Murphy’s law says: “Anything that can go wrong, will go wrong.”
Iola High School’s drama students put that saying to the test with “The (One-Act) Play That Goes Wrong,” now showing at 7 o’clock Thursday and Friday at the Bowlus Fine Arts Theater.
It’s a gut-busting “play within a play” with a classic “Clue”-esque murder-mystery theme. There’s a dead body in the parlor. Assemble the usual suspects. Call in the inspector from Scotland Yard.
But for the “actors,” the entire production may be more of a horror show. Nothing goes as it should.
Doors don’t open. Pieces of the set fall to the floor. Props go missing. A candle falls into a trash bin and catches fire. Actors miss their cues, forget their lines and lose their place. There’s even a bit of a tribute to Buster Keaton.
One character is knocked unconscious, setting up some of the most hilarious bits of the show. Then, the unprepared but ambitious stage manager must quickly jump in to take her place because, of course, the show must go on.
The actors — and the actors playing the actors — persevere like true professionals. They’ll make the most of their moment on stage no matter the odds against them.
Director Richard Spencer, in a program note, said the play is currently being performed by schools, community theaters and professional theaters across the nation. It’s been performed in Chanute, Pittsburg and Topeka over the past month. Why?
“Maybe we all decided it was time to laugh,” Spencer wrote. “Not little chuckles but great big belly laughs.”
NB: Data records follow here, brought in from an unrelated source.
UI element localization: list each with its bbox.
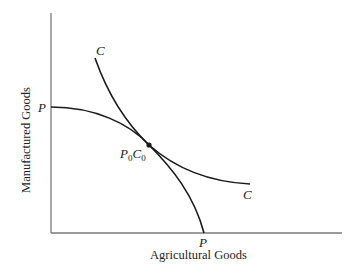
indifference-label-end: C (243, 188, 252, 201)
tangency-label: P0C0 (120, 147, 146, 163)
ppf-label-start: P (38, 101, 46, 114)
y-axis-title: Manufactured Goods (20, 87, 33, 193)
tangency-label-c-sub: 0 (141, 153, 146, 163)
indifference-label-start: C (96, 44, 105, 57)
ppf-curve (51, 107, 204, 233)
tangency-label-c: C (132, 146, 141, 161)
tangency-point (146, 142, 151, 147)
diagram-canvas (0, 0, 354, 278)
indifference-curve (95, 58, 250, 184)
x-axis-title: Agricultural Goods (150, 249, 247, 262)
tangency-label-p: P (120, 146, 128, 161)
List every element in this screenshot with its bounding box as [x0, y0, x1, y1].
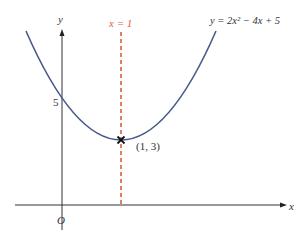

THE IHS drama students are more than up to the challenge, seeming to relish the melodrama and physical comedy with all the seriousness afforded a Broadway production. (“The Play That Goes Wrong,” written by Henry Lewis, Jonathan Sayer and Henry Shields opened in London in 2012 and is still running, and was performed on Broadway in New York from 2017 to 2019.)
Brigham Folk kicks things off as the murder victim. Even as a corpse, the talented Folk delights with some very undead-like behavior.
Max Andersen, as the victim’s best friend, discovers the body along with Kendall Glaze as Perkins, the butler. The gifted Andersen takes on his role as if he’s reciting Shakespeare, with extravagant flourishes and vibrato. An exuberant Glaze serves up paint thinner in place of whiskey and writes smudged notes on his hand to remember his lines — or at least some version of them.
Versatile veteran Macie Hoag is unrecognizable as the vivacious femme fatale who was engaged to the dead guy but having an affair with his brother. Hoag swirls, twirls and shines through some of the play’s most hilarious gags.
Everett Glaze enters with a literal flourish. As soon as he walks on stage, he takes a bow. His physical comedy and comic expressions are perfectly on point.
Cole Moyer, the maestro of melodrama, pulls it all together as the inspector. His interrogation techniques always seem just a bit off kilter, making it all the more impressive as Moyer never breaks character no matter how wacky it gets.